To tell the truth, this was the first time I'd ever cut a class, and I felt like I felt the first time I'd been out on my uncle's sailboat on Lake Alfred–like I was going to tip over, maybe drown. Any minute I expected the door of the boys' room to open and a teacher to burst in and line us up against the wall and ask each one his name and why he wasn't in class. A few times the door slid open, but it was only some kid or other wanting to go to the bathroom, but each time it was like my heart left my body and just hung in the air waiting to get back in my chest and start beating again. The other guys were just sitting around smoking and rapping and telling dirty jokes; they were used to this and looked like they were having fun.
I just stood around waiting for the period to end; half the time I just sat in one of the cubicles so that if a teacher did come in I wouldn't be caught.
Finally, after what seemed like a longer time than an all-night hike, the period ended. When the bell rang I walked out in the hall and pretended to act normal, although any minute I expected old lady Bowring to pop out in front of me, grab me by the T-shirt, and drag me off to Mr. Guttag's office.

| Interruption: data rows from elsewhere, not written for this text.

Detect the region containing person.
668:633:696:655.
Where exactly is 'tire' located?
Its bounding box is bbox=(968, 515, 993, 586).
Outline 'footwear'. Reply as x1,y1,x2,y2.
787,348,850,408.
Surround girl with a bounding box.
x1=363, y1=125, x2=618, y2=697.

Which never happened at all. I stayed pretty much out of sight, steered clear of the cafeteria, the library, and the central corridor, and it turned out not to be a bad day at all–until last period. I was at my locker getting my jacket when Beef Adams came up.

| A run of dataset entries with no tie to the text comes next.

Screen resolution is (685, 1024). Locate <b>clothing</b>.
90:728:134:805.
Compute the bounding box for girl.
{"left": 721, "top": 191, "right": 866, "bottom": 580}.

He made a fist and punched me in the shoulder, which is his idea of a friendly greeting. "Whaddya say, Neil," he said, very friendly.
"Hi," I said. I was kind of surprised, since I never get any attention from Beef unless it's a putdown or an argument. I was alert.
"You cut Bowring, huh?" he said. It was like a compliment. His eyes were shining with new respect.
"Yeah," I said, trying to sound casual. Even the word "cut" makes me think of swords and knives and gives me the jitters. Had anyone heard?
"How come?" Beef asked. No one else was around, but I didn't want to talk about my cutting at all, least of all to Beef.
"She knows you cut, y'know," Beef said. He said it really casual, like he was telling me what size shoes he wears or that it's going to rain.
"She knows?" My own voice went right up, like I was trying out for the seventh-grade choir. "How does she know?"
"When she took attendance, some helpful kid, I think it was Sally Brown-noser Gibbons, yelled out, 'He's here; I just saw him,' like that. Only you weren't."
My heart moved right out of my body again. I just stared at Beef. Of course, I knew I'd be caught. Everybody who cuts gets caught sooner or later (even the bunch in the bathroom, who love being suspended). Still, I thought that maybe I'd get away with it this once.
"Listen, it ain't that bad for a first offender," Beef offered. "Guttag just hangs you by your thumbs for a couple of days, first time around, haha." Beef was practically doubling over at his own joke.
"Problem is, it's not exactly first time around," I said in my own crazy new voice, having to remind him we'd just done a little time in Guttag's office yesterday.
Beef looked thoughtful. "Oh yeah," he said. Then his face brightened. "Don't worry, Neil. I can fix it for you," he said.
"You can?" I said. "How?"
"I've done it a hundred times. I got a friend, works in the guidance counselor's office during his free period. When the cut slips come in, he makes yours disappear, that's all. That way they never get to Guttag's office, and they never get sent home, either."
"No kidding." In spite of myself, I was feeling as if someone had given me a little bouquet of hope.
"Only thing is, I got to give my friend two dollars."
Leave it to Beef to try to make a little money on other people's misfortunes. He was probably going to keep one dollar himself. Maybe both.
I then remembered I didn't have two dollars. "I only have one dollar," I said. If I'd gone to the cafeteria and eaten lunch today, I wouldn't even have had that.
"Okay, just this once, as a special favor to me, maybe he'll do it for only one dollar," Beef said, and he snapped the money right out of my hand the minute I took it out of my pocket.
"Are you sure you can take care of it?" I asked.
"Good as done, Neil, rest your mind and keep cool," he said, and he tucked the dollar into his wallet and pushed the wallet into his back pocket.
"Thanks, Beef," I said, and the truth is, I felt much better. Dummy that I am, I actually trusted him.